Wednesday, March 31, 2010

talk me left...lord please, talk me left

more than once in the last couple of weeks i have, "lo and behold", found myself calling myself a libertarian. i just finished watching an interview with this guy named thomas sowell and find myself agreeing with everything that he says (watch it and you'll see why this troubles me). the interviewer is kind of annoying, but sowell is amazing.

i'll just review some of the more interesting aspects of his wikipedia personal history. wikipedia is supposed to be open content so i assume that plagarism isn't an issue here :-).

thomas sewell was born in 1930 in north carolina and his father died before he was born. he moved with his mother's sister to harlem and attended stuyvesant high school, but had to drop out at age 17. he worked in a machine shop and as a delivery man until he was drafted to the marines during the korean war in 1951.

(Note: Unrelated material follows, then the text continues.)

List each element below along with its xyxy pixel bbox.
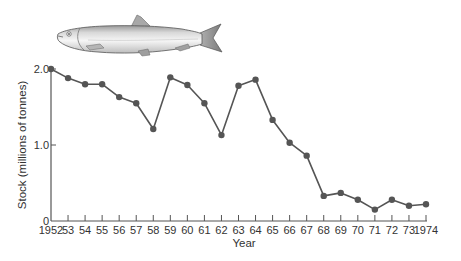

after he was discharged he got his ged and enrolled in howard university (a historically black school) to later transfer to harvard university where he graduated magna cum laude in economics. yada, yada, yada, he graduates from columbia and the university of chicago. now for the last 30 years he has been a senior fellow at the hoover institution at stanford university, a conservative, libertarian-leaning think tank.

oh, and he's black. yeah, that matters to me.

aaanywho, clearly i say all this because i'm enamored with the guy and he happens to be right in line with what i'm feeling at the moment - but...

let's forget for a second that his arguments/examples are brilliantly constructed and presented with wit and personality. based on his life experiences, knowledge, and intellect alone - what possible basis do i have to not take him at his word?

Wednesday, March 24, 2010

New Architectures

Vijay, part of the fight is learning acceptance, learning submission. I suppose that doesn't feel like fighting and maybe it's not. But it is right and true and beautiful even.

We are used to fighting, and maybe living, meaning just one thing (one thing at a time perhaps), and when suddenly we hit a new mode we are startled. But that is how true change happens, personal and social.

We work real hard on trying to improve and accelerate what already exists and then we are blindsided by the new.

Tuesday, March 16, 2010

hanging on for dear life

maybe this is just my tendency to drift through life without giving too much of a shit about anything / inevitable shedding of my youthful idealism / my enviable position in this glorious mess talking, but lately i have been losing the willingness to fight my own impulses much less anything external to myself.

i find the anger that i used to feel when i would read about the latest stupid thing some national government did or the inane opinions of some random person on fox news fading. but it's a different kind of apathy than what i used to feel in college. in fact, i'm not sure i would call it apathy because apathy always carries with it hints of depression for me and i feel more invigorated by the sensation than anything.

the more i think about it, i can't honestly say that i've ever felt in control of anything. and i don't say that with dismay, just a matter of fact.

i don't know if what capitalism is doing to our world is a good thing and i don't plan on finding out in my lifetime. but my friend mel once said "if you aren't nervous and in over your head, you're doing something wrong." well, i'm sure as hell nervous and we are definitely in over our heads, but i'm not sure "another way" exists (easy for me to say).

right now i'm just trying to keep my eyes and ears open and hang on for dear life.

Monday, March 15, 2010

Pick a Bigger Weapon

Perhaps this is the biggest problem with capitalism:

Consumers are wildly outgunned.

All the moneyed interests in the world are vested in our increased consumption. There is no power save our own will that weighs in against buying. The only competition is between which thing to buy and never between buying or not buying. We don't stand a chance.

It's this "competition" that gives capitalism it's very real power to arrange and rearrange wealth in a way that creates more wealth, but also in a way that over-exploits resources, ignores human dignity, and diminishes any hope for human equality.

Protests and conscious consumerism are nice but seriously, we need to pick a bigger weapon.